7.25.3.6.6  (02-23-1999)
Actions Distinguished from Beliefs

  1. The constitutional protections afforded religious beliefs do not prevent government from regulating conduct or actions when it has a compelling interest to do so. Thus, the First Amendment does not prevent the government from requiring compliance with general laws designed to effectuate an important governmental policy or objective even though compliance may be contrary to an individual’s sincerely-held religious beliefs.

  2. In Reynolds v. United States, 98 U.S. 145 (1878), the Court upheld a law passed by Congress that made the practice of polygamy by persons residing in United States territories a crime. The Court interpreted the constitutional prohibition in this way: "Congress was deprived of all legislative power over mere opinion, but was left free to reach actions which were in violation of social duties or subversive of good order." Finding that polygamy had long been considered an offense against society in all the states of the union, the Court held that the statute under consideration was constitutional and valid as prescribing a rule of action for all those residing in the territories. In holding that religious belief did not except persons from operation of the statute, the Court said: "While they [laws] cannot interfere with mere religious belief and opinions, they may with practices."

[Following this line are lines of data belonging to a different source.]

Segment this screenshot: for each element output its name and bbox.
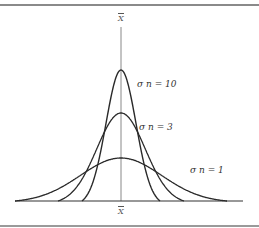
x-bar-label-bottom: X (118, 207, 124, 216)
x-bar-label-top: X (118, 14, 124, 23)
label-sigma-n-10: σ n = 10 (137, 79, 177, 89)
label-sigma-n-3: σ n = 3 (139, 122, 173, 132)
distribution-diagram (0, 0, 259, 228)
label-sigma-n-1: σ n = 1 (190, 165, 224, 175)
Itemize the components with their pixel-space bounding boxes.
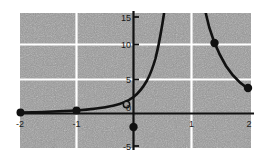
y-tick-label-10: 10 — [121, 40, 131, 50]
x-tick-label-minus-1: -1 — [72, 119, 80, 129]
chart-figure: 15 10 5 0 -5 -2 -1 1 2 — [0, 0, 268, 154]
point-left-end — [17, 109, 25, 117]
y-tick-label-5: 5 — [126, 75, 131, 85]
point-x-minus-one — [73, 107, 81, 115]
y-tick-label-15: 15 — [121, 13, 131, 23]
x-tick-label-1: 1 — [189, 119, 194, 129]
x-tick-label-minus-2: -2 — [16, 119, 24, 129]
y-tick-label-0: 0 — [126, 103, 131, 113]
x-tick-label-2: 2 — [246, 119, 251, 129]
point-right-upper — [210, 39, 218, 47]
point-right-end — [244, 84, 252, 92]
point-y-axis-negative — [129, 123, 137, 131]
plot-canvas: 15 10 5 0 -5 -2 -1 1 2 — [0, 0, 268, 154]
y-tick-label-minus-5: -5 — [123, 142, 131, 152]
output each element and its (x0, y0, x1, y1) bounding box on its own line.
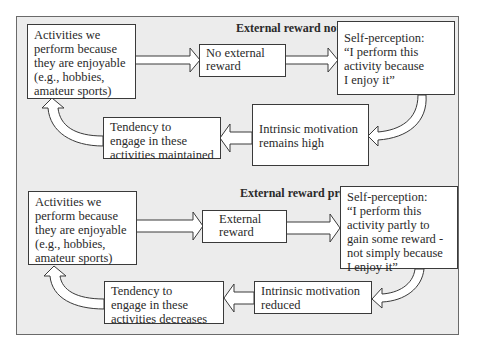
self-perception-box: Self-perception: “I perform this activit… (340, 186, 458, 269)
arrow-right-icon (136, 212, 203, 240)
tendency-box: Tendency to engage in these activities m… (103, 117, 221, 159)
activities-box: Activities we perform because they are e… (27, 24, 136, 99)
tendency-box: Tendency to engage in these activities d… (104, 281, 224, 324)
arrow-right-icon (285, 48, 338, 72)
external-reward-box: External reward (202, 210, 287, 243)
arrow-right-icon (286, 214, 340, 242)
no-external-reward-box: No external reward (199, 44, 286, 77)
curved-arrow-up-icon (42, 98, 103, 146)
intrinsic-motivation-box: Intrinsic motivation remains high (252, 104, 369, 166)
arrow-left-icon (220, 124, 252, 152)
arrow-right-icon (135, 48, 200, 72)
curved-arrow-up-icon (44, 266, 104, 309)
curved-arrow-down-icon (368, 95, 426, 146)
activities-box: Activities we perform because they are e… (28, 191, 137, 265)
intrinsic-motivation-box: Intrinsic motivation reduced (254, 281, 372, 314)
self-perception-box: Self-perception: “I perform this activit… (337, 21, 455, 95)
arrow-left-icon (224, 284, 254, 312)
curved-arrow-down-icon (372, 269, 424, 308)
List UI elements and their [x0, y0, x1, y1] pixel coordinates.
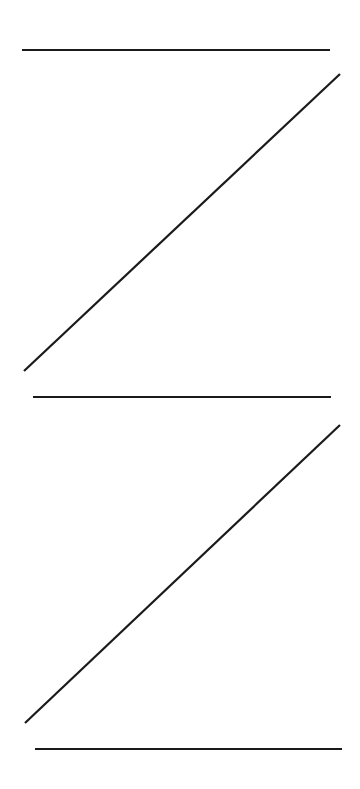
- lower-diagonal-line: [25, 425, 340, 723]
- zigzag-diagram: [0, 0, 360, 789]
- upper-diagonal-line: [24, 74, 340, 371]
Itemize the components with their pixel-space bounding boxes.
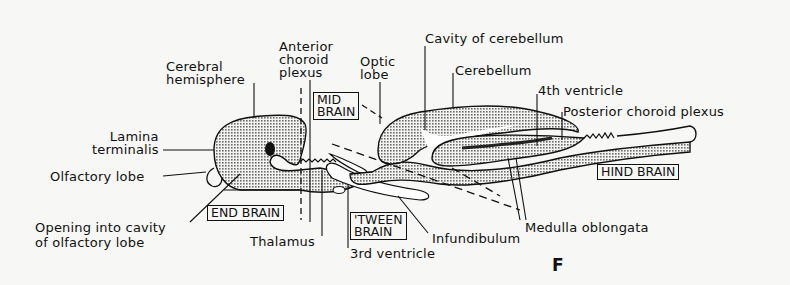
label-optic-lobe: Optic lobe: [360, 55, 395, 81]
pineal-small-oval: [333, 187, 345, 194]
label-cavity-of-cerebellum: Cavity of cerebellum: [425, 32, 564, 45]
figure-letter: F: [552, 255, 564, 275]
region-mid-brain: MID BRAIN: [313, 92, 359, 120]
posterior-choroid-plexus-wave: [584, 133, 614, 138]
label-cerebellum: Cerebellum: [455, 64, 532, 77]
label-cerebral-hemisphere: Cerebral hemisphere: [166, 60, 245, 86]
label-posterior-choroid-plexus: Posterior choroid plexus: [563, 105, 724, 118]
label-opening-into-cavity: Opening into cavity of olfactory lobe: [35, 220, 166, 250]
label-olfactory-lobe: Olfactory lobe: [50, 170, 144, 183]
region-hind-brain: HIND BRAIN: [597, 164, 679, 180]
label-lamina-terminalis: Lamina terminalis: [92, 130, 159, 156]
label-third-ventricle: 3rd ventricle: [350, 247, 435, 260]
ventricle-spot: [265, 142, 275, 156]
region-tween-brain: 'TWEEN BRAIN: [350, 212, 407, 240]
label-fourth-ventricle: 4th ventricle: [538, 84, 623, 97]
label-anterior-choroid-plexus: Anterior choroid plexus: [279, 40, 333, 79]
label-thalamus: Thalamus: [250, 235, 315, 248]
label-infundibulum: Infundibulum: [432, 232, 520, 245]
region-end-brain: END BRAIN: [207, 205, 284, 221]
label-medulla-oblongata: Medulla oblongata: [525, 221, 649, 234]
anterior-choroid-plexus-wave: [300, 159, 336, 162]
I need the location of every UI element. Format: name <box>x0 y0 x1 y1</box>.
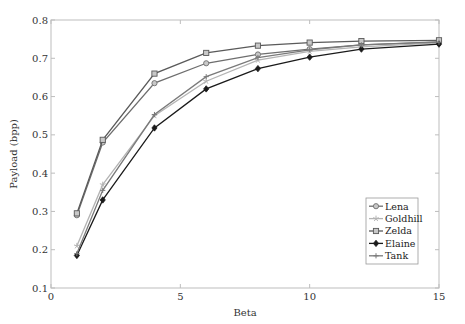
legend-label: Lena <box>385 201 409 212</box>
line-chart: 0.10.20.30.40.50.60.70.8 051015 Beta Pay… <box>0 0 465 324</box>
legend: LenaGoldhillZeldaElaineTank <box>366 198 423 264</box>
series-zelda <box>74 38 441 216</box>
square-marker <box>204 50 209 55</box>
x-axis-title: Beta <box>233 307 256 318</box>
square-marker <box>255 43 260 48</box>
circle-marker <box>204 61 209 66</box>
x-tick-label: 15 <box>433 291 446 302</box>
y-tick-label: 0.1 <box>32 283 48 294</box>
legend-label: Goldhill <box>385 213 423 224</box>
y-tick-label: 0.7 <box>32 53 48 64</box>
diamond-marker <box>307 54 312 60</box>
square-marker <box>373 228 378 233</box>
diamond-marker <box>255 65 260 71</box>
x-tick-label: 0 <box>48 291 54 302</box>
square-marker <box>152 71 157 76</box>
legend-label: Elaine <box>385 238 416 249</box>
y-tick-label: 0.4 <box>32 168 48 179</box>
y-tick-label: 0.3 <box>32 206 48 217</box>
y-tick-label: 0.5 <box>32 129 48 140</box>
square-marker <box>74 211 79 216</box>
legend-label: Tank <box>385 250 408 261</box>
x-tick-label: 10 <box>303 291 316 302</box>
square-marker <box>307 40 312 45</box>
legend-label: Zelda <box>385 225 412 236</box>
y-axis-title: Payload (bpp) <box>8 119 19 189</box>
y-tick-label: 0.6 <box>32 91 48 102</box>
square-marker <box>100 137 105 142</box>
diamond-marker <box>204 86 209 92</box>
circle-marker <box>152 81 157 86</box>
y-tick-label: 0.8 <box>32 15 48 26</box>
circle-marker <box>373 204 378 209</box>
x-tick-label: 5 <box>177 291 183 302</box>
y-tick-label: 0.2 <box>32 244 48 255</box>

  3. In Cantwell v. Connecticut, 310 U.S. 296 (1940), the Court endorsed Reynolds, stating that "the [First] Amendment embraces two concepts, freedom to believe and freedom to act. The first is absolute but, in the nature of things, the second cannot be." See also Davis v. Beason, 133 U.S. 33 (1890), and Mormon Church v. United States, 136 U.S. 1 (1890), where the Court grappled with the same issue. While continuing to affirm the right of freedom of religious belief, the Court nevertheless held that legislation for the punishment of actions "inimical to the peace, good order and morals of society" did not violate the First Amendment.

  4. A notable recent application of this doctrine is Bob Jones University v. United States, and Goldsboro Christian Schools v. United States, 461 U.S. 574 (1983), in which the Supreme Court upheld revocation of the exemption under IRC 501(c)(3) of religious and educational institutions on the grounds that its religiously motivated policy forbidding interracial dating violated a fundamental public policy against racial discrimination. The Court concluded that educational institutions that practice racial discrimination based on religious beliefs are not charitable in the generally accepted legal sense and thus do not qualify for federal tax exemption.